Unlike most people in the U.S., who are all too aware of stagnant (or worse) wages, residents of Michigan are seeing a slight uptick in income. Michigan’s Capitol Confidential reports:

Michigan’s per-capita personal income increased from $38,291 in 2012 (before right-to-work became law) to $39,215 in 2013, according to the U.S. Department of Commerce’s Bureau of Economic Analysis. That increase was the ninth highest in the country.

Per-capita personal income includes income from all sources divided by the number of people in the state. Salaries and wages are a part of per-capita personal income, but it also includes dividends, interest, rent employee benefits and transfer payments like Social Security, unemployment and welfare.

While more than one factor may be in play, Michigan’s becoming a Right to Work state, hailed by Democrats as a slap in the wallet for Michigan workers, is likely the predominant one. Capitol Confidential continues:

 “The dire predictions of right-to-work detractors have not come true — Michigan has been a leader in income growth since passage,” said James Hohman, assistant director of fiscal policy at the Mackinac Center for Public Policy.

A study released this week by Richard Vedder, a distinguished professor of economics at Ohio University and an adjunct scholar with the American Enterprise Institute as well as with the Mackinac Center, found that “incomes rise following the passage of RTW laws, even after adjusting for substantial population growth that those laws also induce. RTW states tend to be vibrant and growing; non-RTW states tend to be stagnant and aging.” 

People who hoped that Michigan would become a right to work state were caricatured as hard-hearted and enemies of the workers. We pro-right to work types were seen as toadies to the one percent who positively wanted workers to be exploited by the rapacious plutocrats.

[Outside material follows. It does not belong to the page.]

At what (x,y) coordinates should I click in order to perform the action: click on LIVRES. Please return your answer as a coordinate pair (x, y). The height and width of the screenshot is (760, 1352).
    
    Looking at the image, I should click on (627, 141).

Thomas Lifson of the American Thinker calls the dire predictions regarding Michigan’s going right to work “utter self-serving nonsense from the political party which rakes off union dues as political ‘contributions’ from workers whose paychecks are deducted from by their union bosses.”

Lifson writes:

In fairness, RTW is not the only factor in determining personal income, which includes sources other than wages in its totals. But it makes sense that freeing workers from the compulsion to join a union and fork over part of their paychecks to bosses who spend it on political donations to Democrats raises their incomes. Not to mention that it stimulates entrepreneurs and established companies to expand job opportunities, thereby raising demand for workers, and growing wages.

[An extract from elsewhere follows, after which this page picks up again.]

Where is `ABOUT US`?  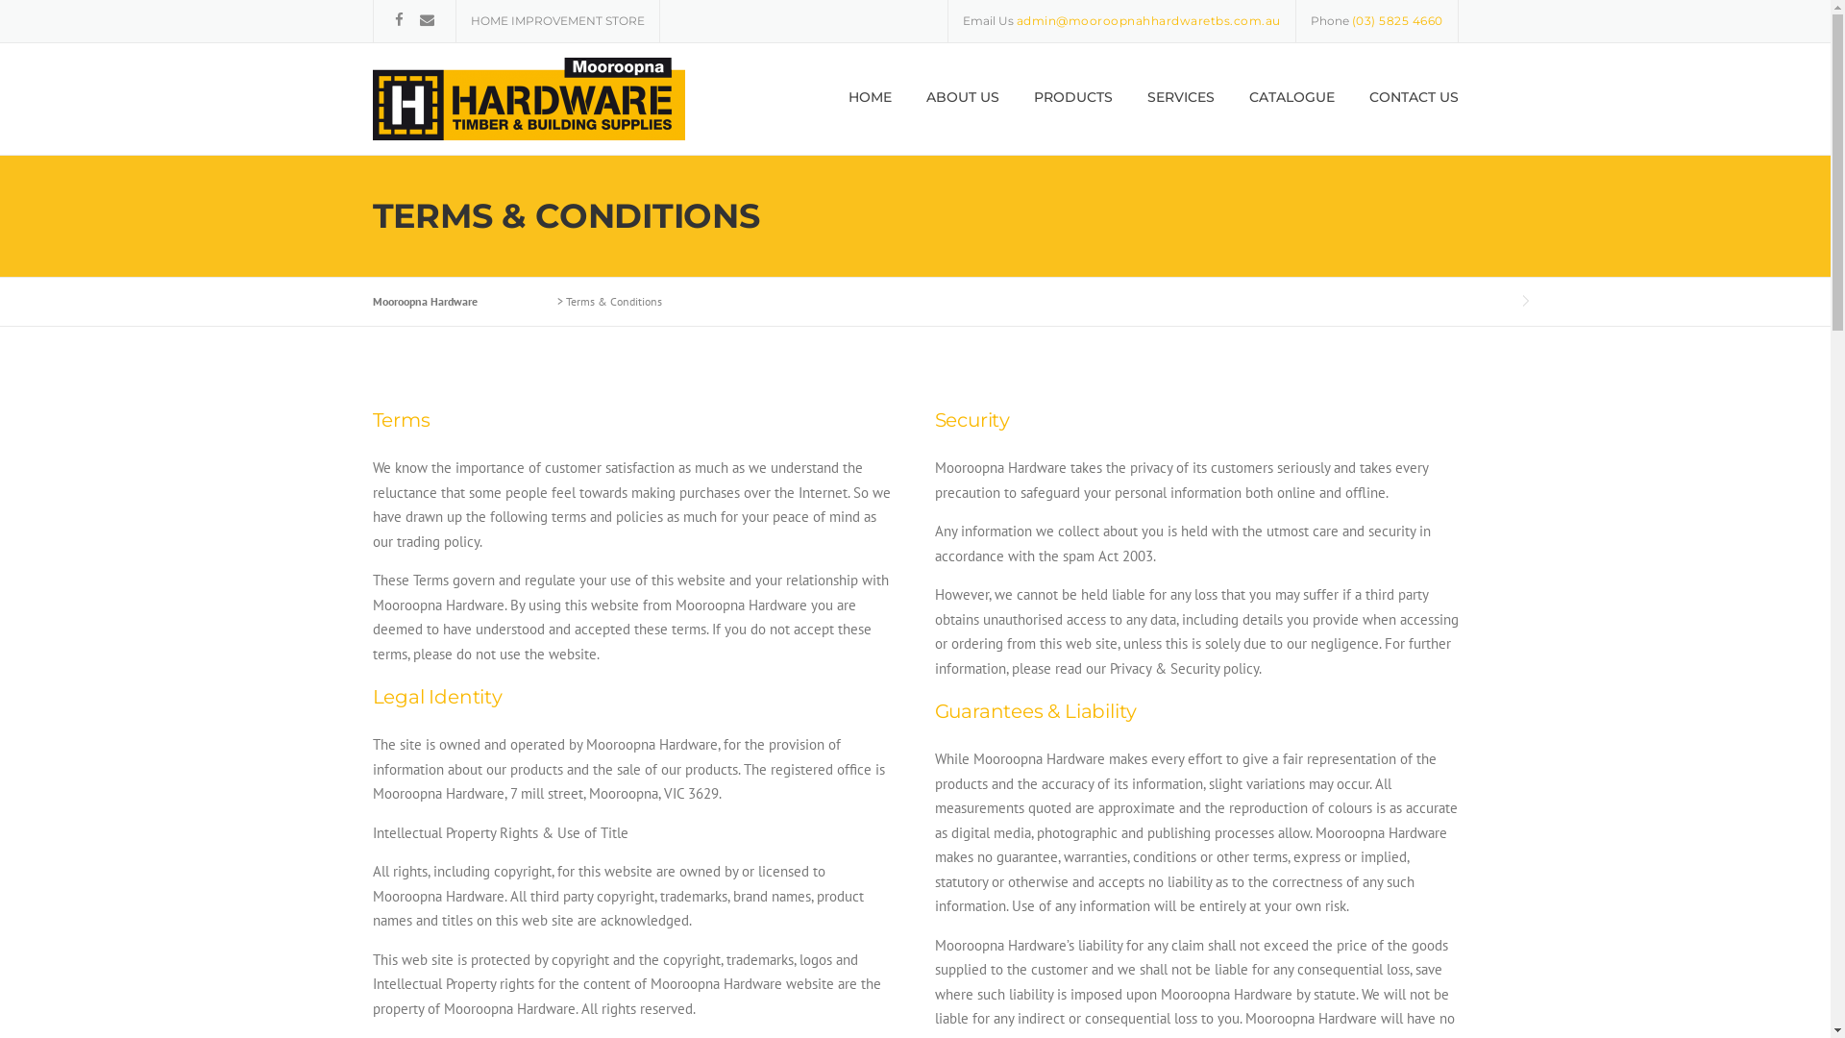 ABOUT US is located at coordinates (963, 115).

Another big fail for big labor.  More evidence that unions harm workers.

Jazz Shaw at Hot Air writes:

But the workers (and the voters) should be able to take one central theme from this information and other states can take notice of it. The unions have been taking a piece of their wages for decades – sometimes against their will – and applying it to political campaign coffers and advertising campaigns rather than spending it to better the working conditions and lives of the workers. And in exchange for this pound of flesh they received… less pay.

Go forth and prosper.

Like so many policies embraced by President Obama and his party, support for the unions was never about the workers. Nor is the minimum wage hike, which sounds pro-worker and may garner votes but in reality will lead a lot of workers to lose their jobs. Let us hope that voters are learning (the hard way, alas) to distinguish between policies that sound pro-worker and those that really do give workers an opportunity to make their lives better. A thousand dollar increase in incomes is a step in the right direction for working people in Michigan.